Innocence

My children are the closest I will ever come to true purity.  They are innocence and passion and kindness.  They lack guile.  They lack cynicism.  They know no other way to act than authentically.

It’s the gift granted to us all at the moment of our birth.  Before we become tarnished by the world.

I remember the panic I felt when I first saw this purity in my daughter’s eyes.  My heart started to pound, my head started to spin.  For at that moment I knew that purity and innocence like that is a feather in the winds of this world.

How was I ever going to allow her to keep that innocence?

It wasn’t a mere task of parenting.  It was THE task of parenting.  At that moment I knew that helping that little girl stay true to herself was the most important thing I could ever do.  And to fail would be a tragedy.

It would be a tragedy to lose that for the world.

And yet I looked around and I looked at all of the obstacles and I started to see the enormity of the task ahead of me.  I doubted whether I could do it.

And so I think I convinced myself that perhaps this wasn’t my task after all.  I told myself that this world was her birthright and that she was meant to live in it.  I told myself that to shield her from that world would be to stifle her light.

And I still believe there is truth in that.

But these days I look around, and I’m starting to wonder if the only way to keep that light lit is to shield it more than I realized was necessary.

It’s easy to get caught up by what is.  It’s easy to accept culture as modernity and modernity as progress.  It’s easy to think that old-fashioned was abandoned for a reason.  It’s easy to think that values change in the directions they should.

But what if we step back?  What if we look at what our world is teaching our daughters.

That their worth is in their appearance and their appearance is judged by the amount of skin shown.

That beauty is a collection of body parts judged by their parts to equal a sum.

That it’s important to win and to be the best and the brightest and the fastest and the strongest.  And that to be less is to fail your gender and yourself.

That to nurture and to care and to support are great side gigs, but you can’t let them overshadow the self and your goals.

That productivity is second to appearance in determining worth.

That to save their bodies for marriage is an impossibility – beyond the limits of their self-control.  And that their reproductive abilities are a liability rather than an asset.  That they should make themselves like men in every way possible, including by sterilizing their bodies.  Except of course for the few months in their lives in which they wish to conceive.

That contraception trumps conception.  That their bodies are meant to be tamed and regulated.

And finally that values don’t matter any more. Because values won’t make you money.  And they surely won’t get you to the White House.  Values are ideals we teach to little kids to make our playgrounds easier to manage.  They surely aren’t road maps to how adults are to live their lives.

I think of all of this, and I flash back to that first moment when I looked into her eyes, and I realized that panic was right.  It was a guide.  It was a light.

Our children do need to be protected.  They need to be shielded from it all until they are well old and wise enough to wade through it safely.

To protect our children from modern culture isn’t sheltering them.  It isn’t naive or old fashioned.

It’s giving them the best they need to create legs strong enough to walk and wings sure enough to fly.  It’s letting purity and innocence mature and age.

It’s the only chance any of us have.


▸ **Task directions**: Look through the material beneath and copy each line with the word "Primary".

■ ■ ■ ■ ■ ■ ■

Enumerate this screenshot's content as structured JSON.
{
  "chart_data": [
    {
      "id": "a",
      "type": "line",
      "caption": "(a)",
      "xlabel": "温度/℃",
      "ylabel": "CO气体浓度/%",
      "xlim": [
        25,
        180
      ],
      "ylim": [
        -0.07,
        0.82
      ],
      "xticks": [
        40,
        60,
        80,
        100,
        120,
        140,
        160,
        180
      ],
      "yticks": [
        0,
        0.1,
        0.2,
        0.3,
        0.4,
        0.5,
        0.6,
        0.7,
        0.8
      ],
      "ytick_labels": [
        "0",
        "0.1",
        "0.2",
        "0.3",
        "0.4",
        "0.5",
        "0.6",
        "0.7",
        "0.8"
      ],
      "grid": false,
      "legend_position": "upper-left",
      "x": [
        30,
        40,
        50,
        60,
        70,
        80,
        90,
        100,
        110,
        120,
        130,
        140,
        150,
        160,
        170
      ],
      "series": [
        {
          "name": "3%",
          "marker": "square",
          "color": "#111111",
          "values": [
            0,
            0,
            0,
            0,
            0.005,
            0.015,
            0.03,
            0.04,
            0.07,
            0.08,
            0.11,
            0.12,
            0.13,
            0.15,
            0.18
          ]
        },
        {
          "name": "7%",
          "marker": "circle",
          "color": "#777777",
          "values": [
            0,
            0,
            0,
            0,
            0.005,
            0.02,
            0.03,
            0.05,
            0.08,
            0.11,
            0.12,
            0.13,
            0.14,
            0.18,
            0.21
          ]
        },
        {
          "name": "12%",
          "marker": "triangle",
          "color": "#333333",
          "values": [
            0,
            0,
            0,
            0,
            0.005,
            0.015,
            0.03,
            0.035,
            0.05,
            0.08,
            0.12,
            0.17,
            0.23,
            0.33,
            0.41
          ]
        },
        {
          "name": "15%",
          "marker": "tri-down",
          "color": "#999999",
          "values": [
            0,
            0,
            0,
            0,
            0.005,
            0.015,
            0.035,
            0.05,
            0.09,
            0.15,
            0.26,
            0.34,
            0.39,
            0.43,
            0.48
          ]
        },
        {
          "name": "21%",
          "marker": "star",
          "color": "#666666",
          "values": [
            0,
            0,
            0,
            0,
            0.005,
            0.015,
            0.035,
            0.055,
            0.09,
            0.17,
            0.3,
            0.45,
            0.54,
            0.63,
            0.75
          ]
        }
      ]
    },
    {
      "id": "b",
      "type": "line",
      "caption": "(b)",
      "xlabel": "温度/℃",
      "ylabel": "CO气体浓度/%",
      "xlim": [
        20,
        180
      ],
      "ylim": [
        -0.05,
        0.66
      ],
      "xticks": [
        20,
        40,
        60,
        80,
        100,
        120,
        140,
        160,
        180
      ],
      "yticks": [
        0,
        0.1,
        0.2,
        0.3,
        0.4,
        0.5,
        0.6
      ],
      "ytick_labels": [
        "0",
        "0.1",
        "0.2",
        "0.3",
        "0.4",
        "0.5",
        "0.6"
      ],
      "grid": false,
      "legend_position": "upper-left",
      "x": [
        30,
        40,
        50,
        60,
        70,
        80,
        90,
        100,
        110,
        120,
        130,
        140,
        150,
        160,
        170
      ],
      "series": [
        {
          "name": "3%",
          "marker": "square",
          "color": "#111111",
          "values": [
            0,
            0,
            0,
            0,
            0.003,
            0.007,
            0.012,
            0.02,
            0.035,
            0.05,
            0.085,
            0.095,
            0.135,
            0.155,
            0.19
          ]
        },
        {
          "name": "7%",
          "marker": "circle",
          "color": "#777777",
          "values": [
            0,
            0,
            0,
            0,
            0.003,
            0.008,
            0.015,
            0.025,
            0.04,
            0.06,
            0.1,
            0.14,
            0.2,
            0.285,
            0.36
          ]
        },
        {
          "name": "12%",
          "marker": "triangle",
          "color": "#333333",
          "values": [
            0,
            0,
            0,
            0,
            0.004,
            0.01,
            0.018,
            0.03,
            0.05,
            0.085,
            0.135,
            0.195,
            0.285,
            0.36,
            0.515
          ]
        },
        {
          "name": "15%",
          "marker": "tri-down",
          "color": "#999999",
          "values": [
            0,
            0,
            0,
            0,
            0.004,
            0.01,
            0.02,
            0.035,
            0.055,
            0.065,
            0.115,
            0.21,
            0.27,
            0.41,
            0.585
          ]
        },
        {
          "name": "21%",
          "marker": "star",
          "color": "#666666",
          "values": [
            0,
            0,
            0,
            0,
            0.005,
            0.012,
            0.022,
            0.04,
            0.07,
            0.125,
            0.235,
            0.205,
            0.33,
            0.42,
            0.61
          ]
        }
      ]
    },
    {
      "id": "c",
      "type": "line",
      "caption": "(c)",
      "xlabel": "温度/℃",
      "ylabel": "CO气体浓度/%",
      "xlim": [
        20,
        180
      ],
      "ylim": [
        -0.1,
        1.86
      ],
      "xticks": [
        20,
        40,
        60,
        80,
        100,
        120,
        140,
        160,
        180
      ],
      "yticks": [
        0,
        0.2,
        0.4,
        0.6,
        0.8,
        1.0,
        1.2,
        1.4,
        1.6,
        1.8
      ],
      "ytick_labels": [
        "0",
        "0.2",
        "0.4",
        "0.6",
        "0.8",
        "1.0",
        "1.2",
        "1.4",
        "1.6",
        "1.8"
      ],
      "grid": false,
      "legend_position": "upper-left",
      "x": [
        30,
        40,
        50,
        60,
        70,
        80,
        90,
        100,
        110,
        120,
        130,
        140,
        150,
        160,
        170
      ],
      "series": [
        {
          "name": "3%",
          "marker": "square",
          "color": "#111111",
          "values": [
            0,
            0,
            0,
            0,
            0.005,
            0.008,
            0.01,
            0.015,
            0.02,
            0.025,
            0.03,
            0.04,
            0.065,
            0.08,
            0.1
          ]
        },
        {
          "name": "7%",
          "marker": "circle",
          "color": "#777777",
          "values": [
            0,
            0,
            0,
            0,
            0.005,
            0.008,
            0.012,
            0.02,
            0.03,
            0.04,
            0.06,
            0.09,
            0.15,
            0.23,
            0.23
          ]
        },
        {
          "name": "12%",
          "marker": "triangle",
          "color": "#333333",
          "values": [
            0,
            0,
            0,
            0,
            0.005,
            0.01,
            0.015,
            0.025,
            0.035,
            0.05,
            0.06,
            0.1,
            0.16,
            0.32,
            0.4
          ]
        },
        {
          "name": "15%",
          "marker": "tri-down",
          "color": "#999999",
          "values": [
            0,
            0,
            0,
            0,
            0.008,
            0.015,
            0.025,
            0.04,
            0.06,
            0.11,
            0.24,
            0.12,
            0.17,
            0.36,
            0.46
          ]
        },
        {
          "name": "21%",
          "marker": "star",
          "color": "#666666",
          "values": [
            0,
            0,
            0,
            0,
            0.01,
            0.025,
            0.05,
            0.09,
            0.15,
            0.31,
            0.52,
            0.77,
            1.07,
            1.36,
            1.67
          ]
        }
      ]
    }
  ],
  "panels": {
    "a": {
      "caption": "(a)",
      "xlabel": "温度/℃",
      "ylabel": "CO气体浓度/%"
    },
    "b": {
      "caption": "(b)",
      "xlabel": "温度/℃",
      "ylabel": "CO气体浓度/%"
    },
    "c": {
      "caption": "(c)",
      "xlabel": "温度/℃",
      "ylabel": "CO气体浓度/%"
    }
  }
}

■ ■ ■ ■ ■ ■ ■

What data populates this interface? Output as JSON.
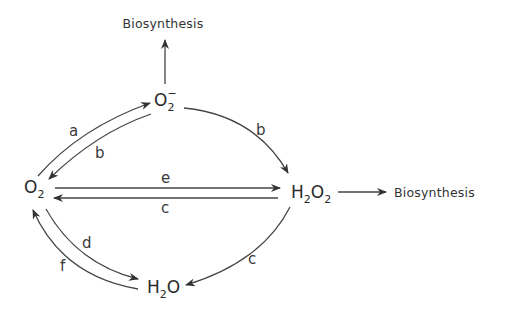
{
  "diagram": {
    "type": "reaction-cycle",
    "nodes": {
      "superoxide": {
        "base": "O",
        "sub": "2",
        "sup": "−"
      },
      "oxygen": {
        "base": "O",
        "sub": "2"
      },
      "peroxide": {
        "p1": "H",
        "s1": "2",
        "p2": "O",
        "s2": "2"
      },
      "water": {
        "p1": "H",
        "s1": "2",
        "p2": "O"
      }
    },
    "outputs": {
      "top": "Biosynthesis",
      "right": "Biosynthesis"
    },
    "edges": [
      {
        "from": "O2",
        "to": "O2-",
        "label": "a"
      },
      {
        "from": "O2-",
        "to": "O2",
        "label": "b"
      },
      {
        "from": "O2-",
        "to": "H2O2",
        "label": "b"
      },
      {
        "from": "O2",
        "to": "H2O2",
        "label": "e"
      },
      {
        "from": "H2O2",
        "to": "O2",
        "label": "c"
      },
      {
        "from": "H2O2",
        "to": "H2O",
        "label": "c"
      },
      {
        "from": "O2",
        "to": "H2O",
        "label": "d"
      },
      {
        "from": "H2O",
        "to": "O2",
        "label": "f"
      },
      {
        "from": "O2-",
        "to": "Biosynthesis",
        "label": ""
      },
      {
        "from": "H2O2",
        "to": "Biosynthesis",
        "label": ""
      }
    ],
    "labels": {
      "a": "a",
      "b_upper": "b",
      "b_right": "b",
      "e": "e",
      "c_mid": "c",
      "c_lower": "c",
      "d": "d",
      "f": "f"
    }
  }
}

■ ■ ■ ■ ■ ■ ■

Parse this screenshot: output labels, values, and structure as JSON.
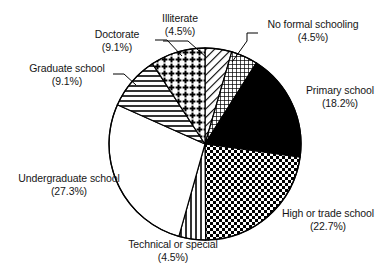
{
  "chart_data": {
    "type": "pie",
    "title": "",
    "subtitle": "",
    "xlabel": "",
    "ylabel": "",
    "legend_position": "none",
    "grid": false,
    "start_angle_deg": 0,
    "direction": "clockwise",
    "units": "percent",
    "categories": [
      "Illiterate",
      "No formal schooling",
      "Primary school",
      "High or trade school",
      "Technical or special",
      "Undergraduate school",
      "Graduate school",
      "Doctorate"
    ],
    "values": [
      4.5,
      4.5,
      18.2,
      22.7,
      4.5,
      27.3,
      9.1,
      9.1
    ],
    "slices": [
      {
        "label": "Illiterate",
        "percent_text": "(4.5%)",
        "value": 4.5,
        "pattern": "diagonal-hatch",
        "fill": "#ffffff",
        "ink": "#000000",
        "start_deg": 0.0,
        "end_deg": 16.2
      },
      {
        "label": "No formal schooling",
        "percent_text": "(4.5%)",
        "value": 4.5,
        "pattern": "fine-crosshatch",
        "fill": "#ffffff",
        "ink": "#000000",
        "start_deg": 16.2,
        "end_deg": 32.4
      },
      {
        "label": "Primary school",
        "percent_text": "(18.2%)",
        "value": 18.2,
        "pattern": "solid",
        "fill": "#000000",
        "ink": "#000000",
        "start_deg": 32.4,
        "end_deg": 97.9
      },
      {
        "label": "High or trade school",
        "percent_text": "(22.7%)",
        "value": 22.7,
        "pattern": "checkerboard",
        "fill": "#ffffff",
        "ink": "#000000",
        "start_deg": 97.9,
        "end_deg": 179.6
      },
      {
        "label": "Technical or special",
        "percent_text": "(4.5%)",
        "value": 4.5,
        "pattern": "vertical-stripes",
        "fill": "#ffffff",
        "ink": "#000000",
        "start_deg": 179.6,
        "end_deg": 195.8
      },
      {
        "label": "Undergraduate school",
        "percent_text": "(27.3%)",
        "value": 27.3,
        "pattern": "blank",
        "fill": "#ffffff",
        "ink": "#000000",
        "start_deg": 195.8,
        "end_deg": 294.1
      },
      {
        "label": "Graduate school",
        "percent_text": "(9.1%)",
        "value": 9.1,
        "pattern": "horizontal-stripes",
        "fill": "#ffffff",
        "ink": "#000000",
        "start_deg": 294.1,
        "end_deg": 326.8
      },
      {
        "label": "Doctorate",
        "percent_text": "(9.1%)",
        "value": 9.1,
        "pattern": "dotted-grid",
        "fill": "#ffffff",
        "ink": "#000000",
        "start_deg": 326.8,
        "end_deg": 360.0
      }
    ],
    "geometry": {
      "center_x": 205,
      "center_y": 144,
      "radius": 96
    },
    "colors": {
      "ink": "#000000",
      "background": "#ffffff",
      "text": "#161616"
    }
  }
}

■ ■ ■ ■ ■ ■ ■

▸ **Expected answer**:
      "Primary school",
        "label": "Primary school",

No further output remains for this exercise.